Written by David Blumentals
Cross-posted from Legal CRM Strategy Corner
Whether we like it or not, the current economic climate will separate the weak from the strong. For many law firms, a key factor will be how well they understand that the core of an effective strategy is aggressive client focus!
In a downturn, client assumptions about the future are driven by fear and uncertainty more than objective realities. Any decline generates the obvious and predictable belt-tightening; clients delay necessary decisions, choose more inexpensive options, and avoid discretionary spending. However, it’s critically important to recognise that, beyond these generalities, each downturn produces its own unique pattern of changes in client needs, priorities, and behaviours. As a result, an economic downturn can create opportunities for law firms that can understand these changes, think creatively, and use the situation as an opportunity to strengthen relationships with their most valuable clients.
One of the worst things a law firm can do is to take its eyes off of their clients. However, when threatened, most firms have a tendency to adopt an inwardly-focused, “survival mode,” mentality. They focus on operational and financial controls and stop investing in what appears like discretionary initiatives aimed at strengthening relationships with clients. By not being fully focused on the client, they end up accelerating client and revenue attrition while undermining their longer-term competitive strength. There are three things we recommend based on the work we’re doing to help law firms deal with this challenge:
1. The first priority is aggressive focus on and investment in your best clients and prospects. During economic decline, a relatively small number of your best clients will provide an even larger share of your profits, while the often larger ranks of marginal or unprofitable clients will create even more of a drain on the firm. The first thing to do in a recession is to clearly identify who your most valuable clients are and invest in strengthening relationships with those clients. This includes collaborating with those clients to understand and address their changing priorities, restructuring your offerings around their unique needs and, as necessary, restructuring engagement / financial terms. It also includes focusing marketing and business development efforts on the most valuable, winnable clients and making sure that you’re not wasting resources on clients that are not going to engage and that are unlikely to be profitable.
2. The second priority is watching, talking with, and listening to clients more closely in order to identify creative ways to address subtle changes in their needs, priorities, and behaviour. It’s critically important to NOT rely on your traditional assumptions about what’s important to clients. Instead you need an informed view of how your client needs are changing as dark clouds appear on the horizon. You need to think creatively about ways to meet those changing needs and address those needs in order to strengthen the relationship, generate more value, make their lives easier, or make their businesses easier to run. Not surprisingly, client actions will increasingly be driven by emotion rather than rational consideration. By getting closer to clients you can identify ways to proactively address client emotional needs and reactions.
3. The third priority is identifying and eliminating the negative experience elements that drive attrition. Most law firms unintentionally frustrate and annoy clients in ways that they can’t even begin to understand. Recent studies have shown that, while the economy has been weakening, tolerance for bad service has been diminishing. For example, a recent Customer Experience Study found that 87% of consumers have stopped doing business with an organisation after a bad customer experience, up from 80 percent in 2007 and 68 percent in 2006. 84 percent of consumers indicated they would tell others about a bad experience - up from 74 percent in 2007 and 67 percent in 2006. In fact, blogging about negative experiences is on the rise: 22 percent of consumers this year have posted negative feedback about a company, vs. only 13 percent in 2007. 58 percent of U.S. consumers said that in a down economy, they will always or often pay more for a better customer experience.
In many cases, the negative experience elements that contribute to attrition may be relatively easy to fix without major investment. The trick is to be able to clearly identify these things with an unbiased and unfiltered, outside-looking in perspective. Over the past decade, we’ve worked with many firms on rapid Client Relationship Management implementations that are designed to deliver immediate outcomes and fast ROI. Typically, over the course of 4 weeks, we can quickly deliver a solution that provides immediate benefits in knowing who your clients are, what you do for them and how you can do more. In many cases it comes back to the basics of identifying who knows whom, effective client communications and ensuring quality of data in the systems utilised. In a recent case, these improvements included new templates for introducing and recording new clients, an ongoing communications program that helped deliver higher retention and expanding the schedule of educational events and networking opportunities for clients.
The way through tough times is to intelligently create more value for others. One of the surest ways there is for making sure that you end up being the strong rather than the weak is avoiding the tendency to become self-absorbed and maintain a clear focus on the clients that are, ultimately, the source of your success.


__WHAT TO PRODUCE__
Wherever the string "will" appears in the records, return the line that holds it.

[[ SOURCE MATERIAL open ]]

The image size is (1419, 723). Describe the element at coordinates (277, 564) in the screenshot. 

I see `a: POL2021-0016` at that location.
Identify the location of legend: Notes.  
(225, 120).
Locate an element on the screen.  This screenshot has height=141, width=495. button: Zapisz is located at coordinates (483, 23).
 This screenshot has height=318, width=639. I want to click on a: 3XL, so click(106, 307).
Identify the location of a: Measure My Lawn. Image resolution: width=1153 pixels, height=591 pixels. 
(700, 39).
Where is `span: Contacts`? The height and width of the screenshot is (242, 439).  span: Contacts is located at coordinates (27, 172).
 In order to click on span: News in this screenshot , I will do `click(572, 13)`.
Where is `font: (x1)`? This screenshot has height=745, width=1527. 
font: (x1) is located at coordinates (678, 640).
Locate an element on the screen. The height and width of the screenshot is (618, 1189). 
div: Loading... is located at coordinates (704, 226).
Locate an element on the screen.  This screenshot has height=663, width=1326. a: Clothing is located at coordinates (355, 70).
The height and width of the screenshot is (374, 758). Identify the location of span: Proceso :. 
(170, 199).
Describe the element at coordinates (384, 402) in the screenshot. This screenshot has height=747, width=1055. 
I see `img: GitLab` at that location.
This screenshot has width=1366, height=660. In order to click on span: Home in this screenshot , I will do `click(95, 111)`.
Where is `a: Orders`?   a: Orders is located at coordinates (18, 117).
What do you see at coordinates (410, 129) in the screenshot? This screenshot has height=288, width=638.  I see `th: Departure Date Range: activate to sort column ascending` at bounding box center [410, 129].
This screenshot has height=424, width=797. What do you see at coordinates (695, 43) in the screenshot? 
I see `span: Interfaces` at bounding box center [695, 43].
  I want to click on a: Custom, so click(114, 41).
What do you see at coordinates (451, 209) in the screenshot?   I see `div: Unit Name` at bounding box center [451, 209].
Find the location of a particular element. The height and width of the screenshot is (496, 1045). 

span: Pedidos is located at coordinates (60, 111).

[[ SOURCE MATERIAL closed ]]

__EXERCISE OUTPUT__
 In order to click on span: News in this screenshot , I will do `click(572, 13)`.
This screenshot has width=1366, height=660. In order to click on span: Home in this screenshot , I will do `click(95, 111)`.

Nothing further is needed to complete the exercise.